Your task.
The first line of the entries through the line bearing "The height and width of the screenshot is (331, 588).": copy these lines exactly and return nothing else.

Record set.
++++

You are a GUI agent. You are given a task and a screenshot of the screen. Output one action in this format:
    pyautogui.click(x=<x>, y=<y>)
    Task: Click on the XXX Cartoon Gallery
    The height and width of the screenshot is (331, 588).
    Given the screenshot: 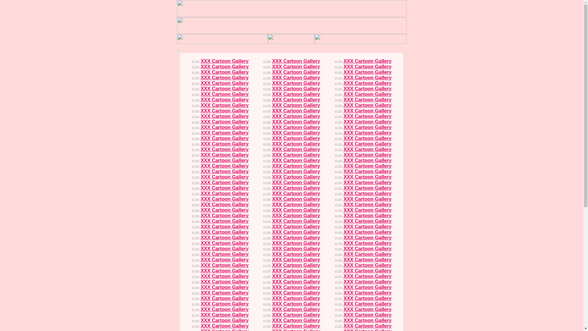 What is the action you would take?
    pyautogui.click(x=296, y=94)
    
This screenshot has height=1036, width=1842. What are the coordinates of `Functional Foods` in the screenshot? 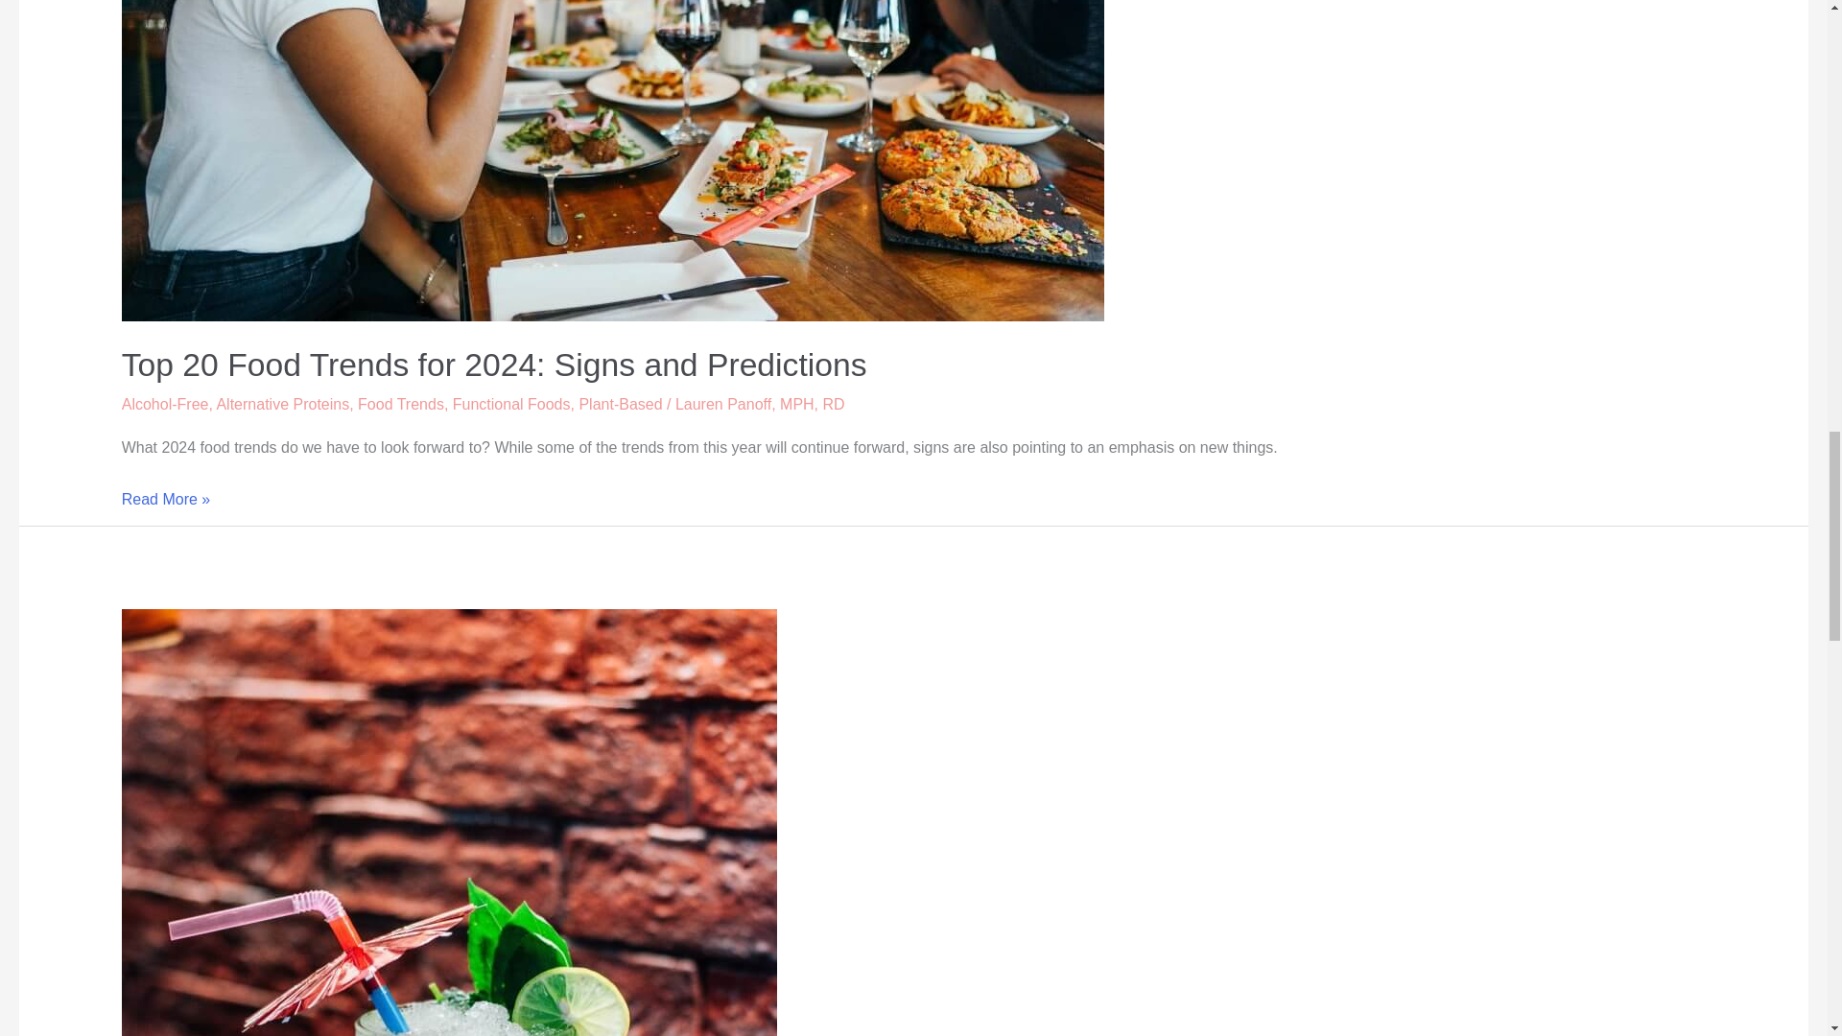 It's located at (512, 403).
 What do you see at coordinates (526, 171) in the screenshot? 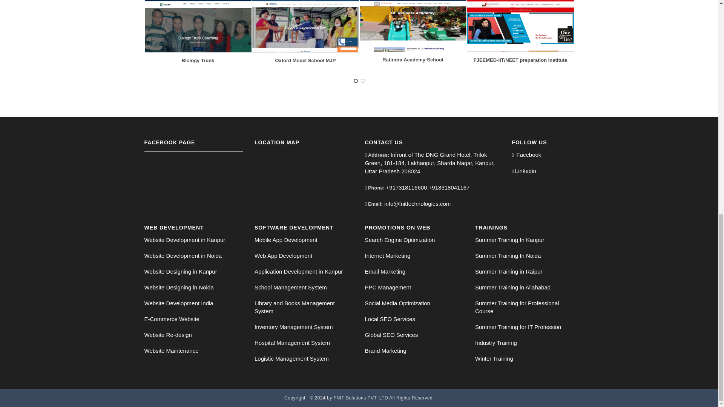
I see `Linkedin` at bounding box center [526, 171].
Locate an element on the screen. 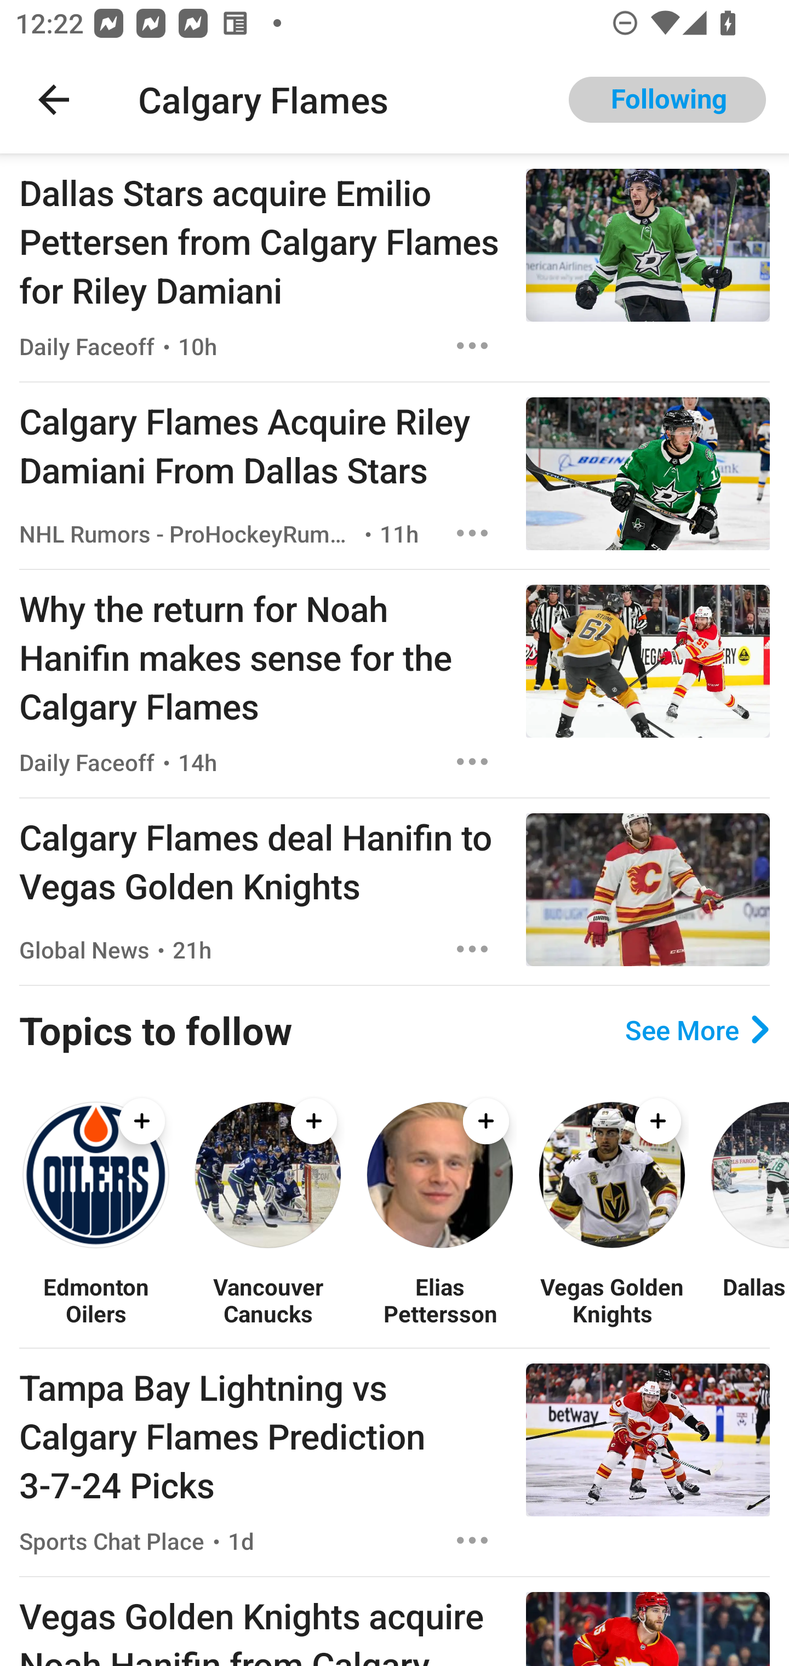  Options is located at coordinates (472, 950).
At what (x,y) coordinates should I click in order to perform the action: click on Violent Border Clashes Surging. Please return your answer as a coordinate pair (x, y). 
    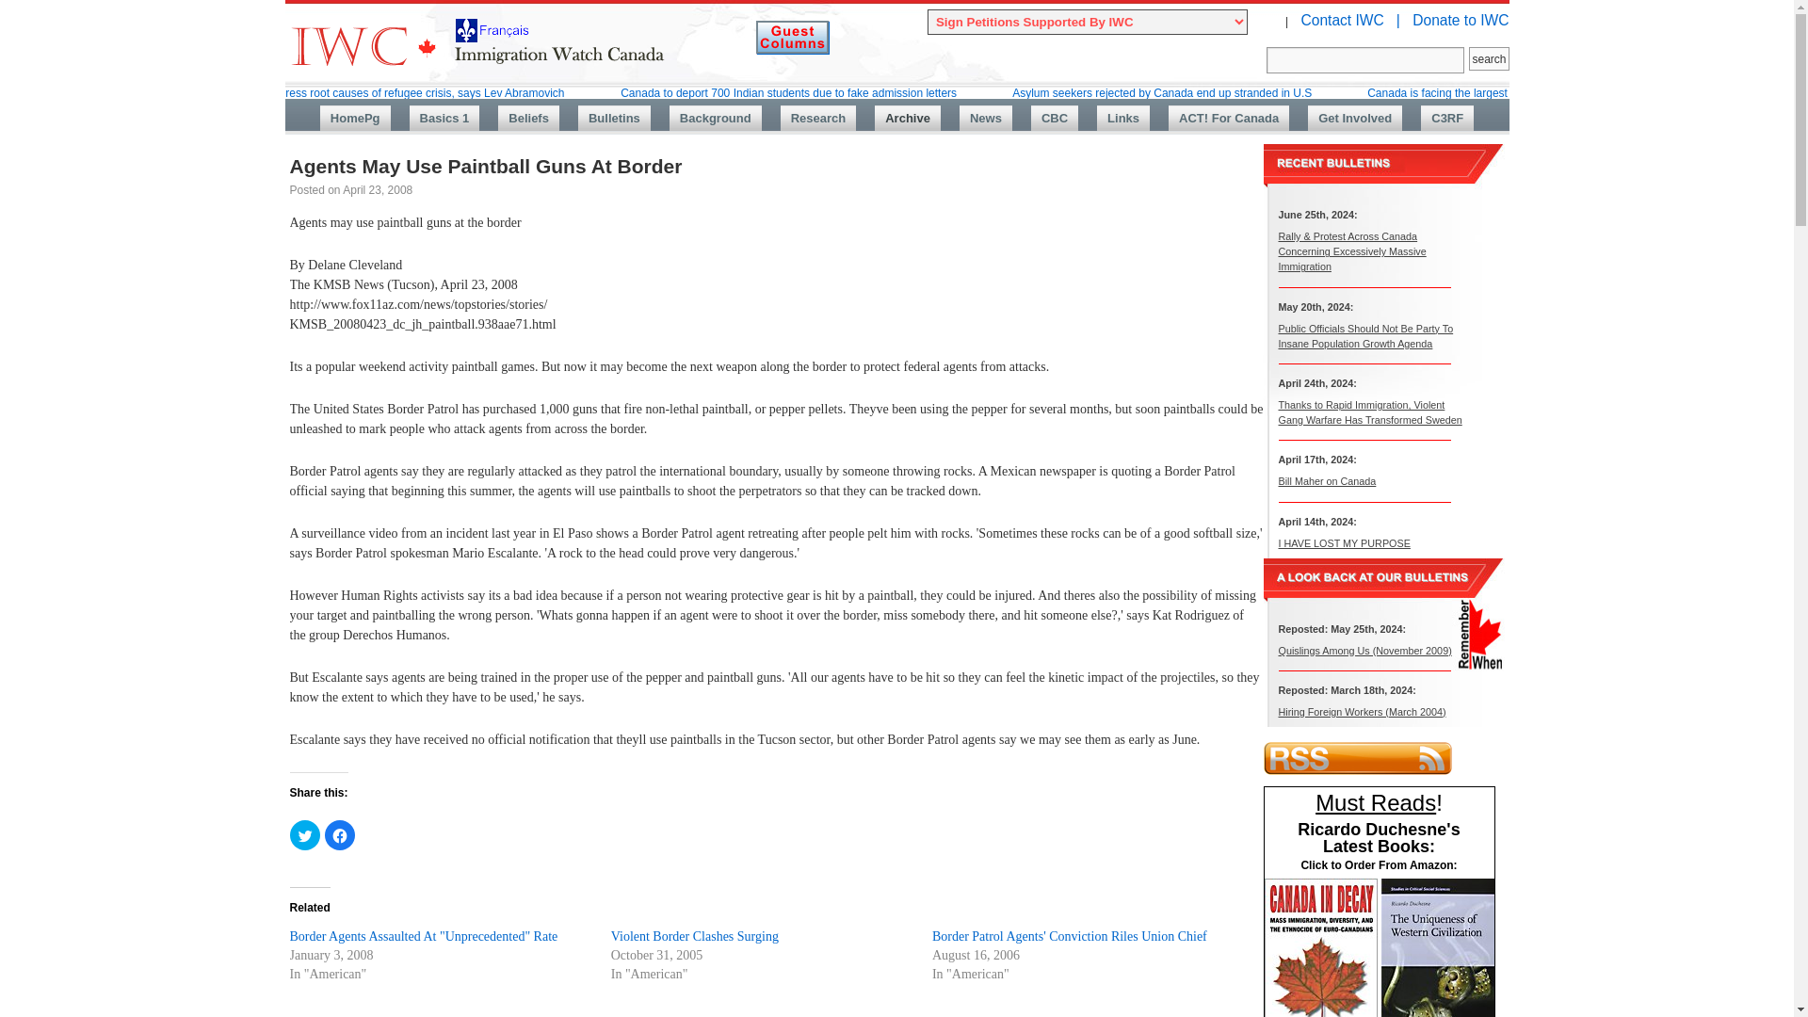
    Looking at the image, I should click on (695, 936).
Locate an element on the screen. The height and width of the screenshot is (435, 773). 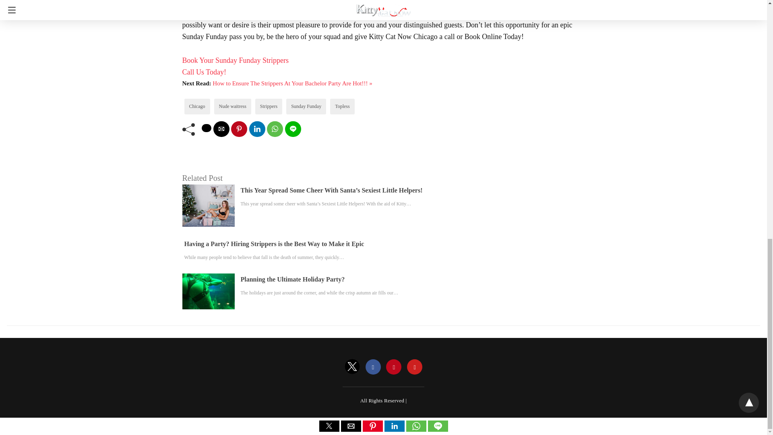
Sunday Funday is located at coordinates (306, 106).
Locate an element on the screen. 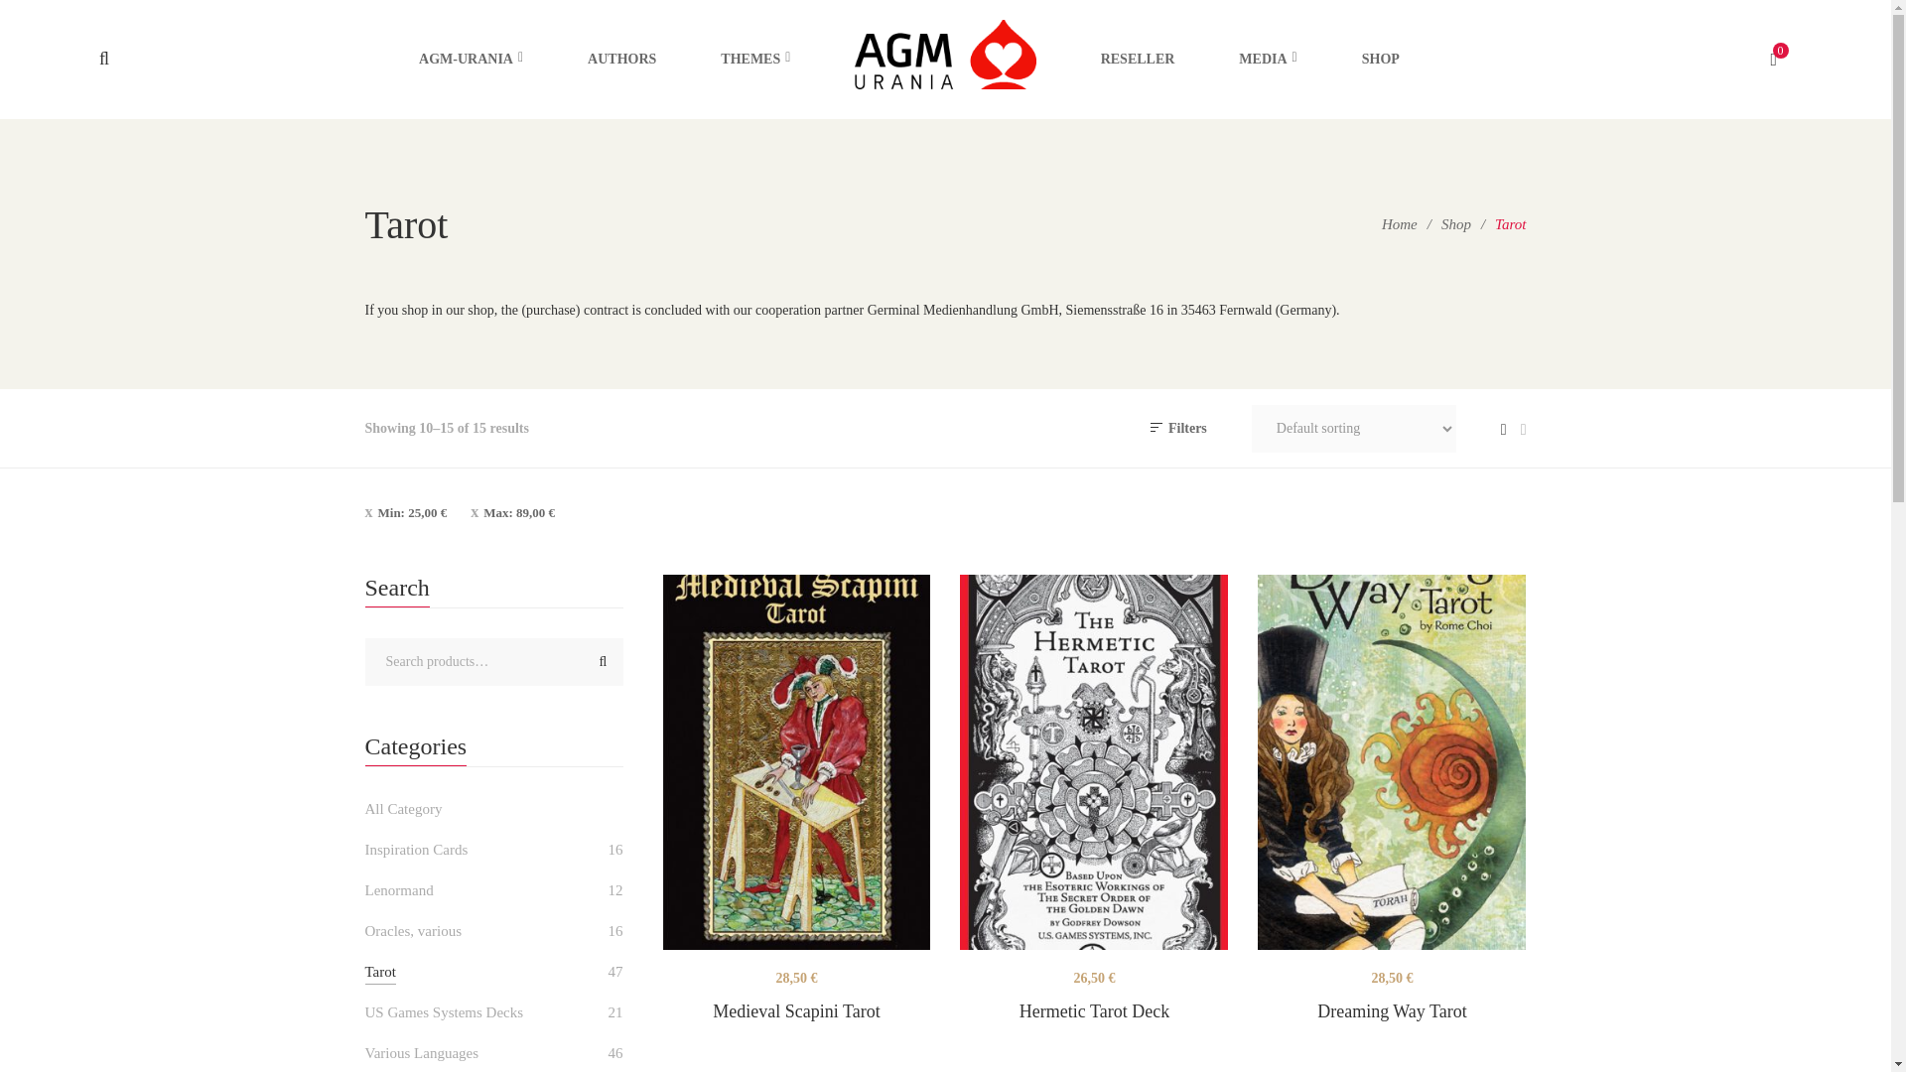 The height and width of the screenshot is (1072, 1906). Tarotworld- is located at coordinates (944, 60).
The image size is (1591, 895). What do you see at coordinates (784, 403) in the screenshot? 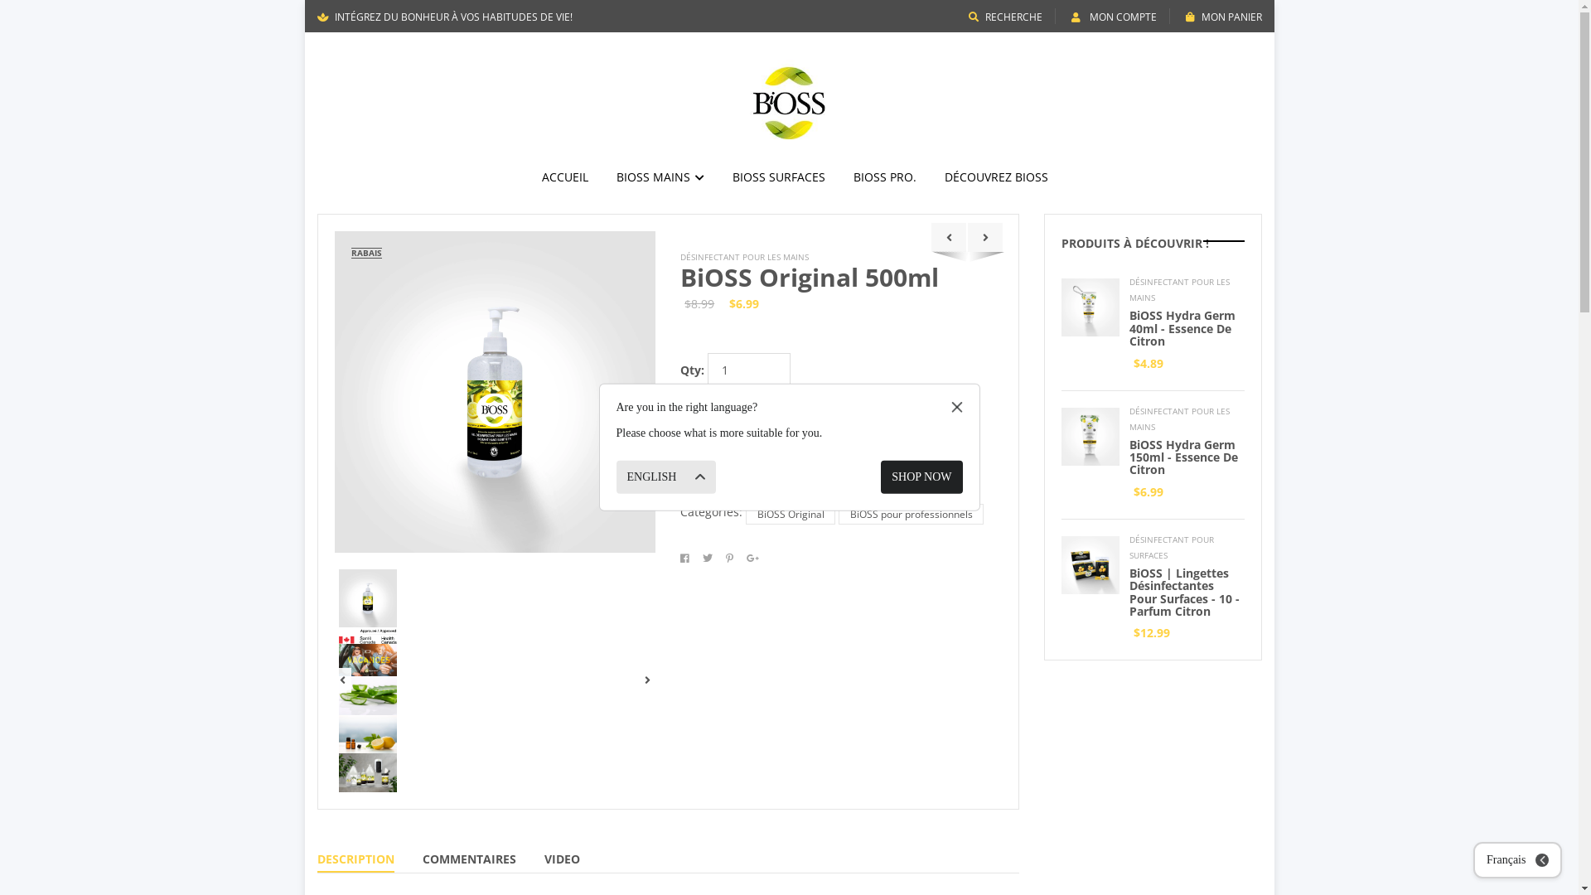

++++

Answer area.
You are a GUI agent. You are given a task and a screenshot of the screen. Output one action in this format:
    pyautogui.click(x=<x>, y=<y>)
    Task: Click on the XXX Cartoon Gallery
    The height and width of the screenshot is (331, 588).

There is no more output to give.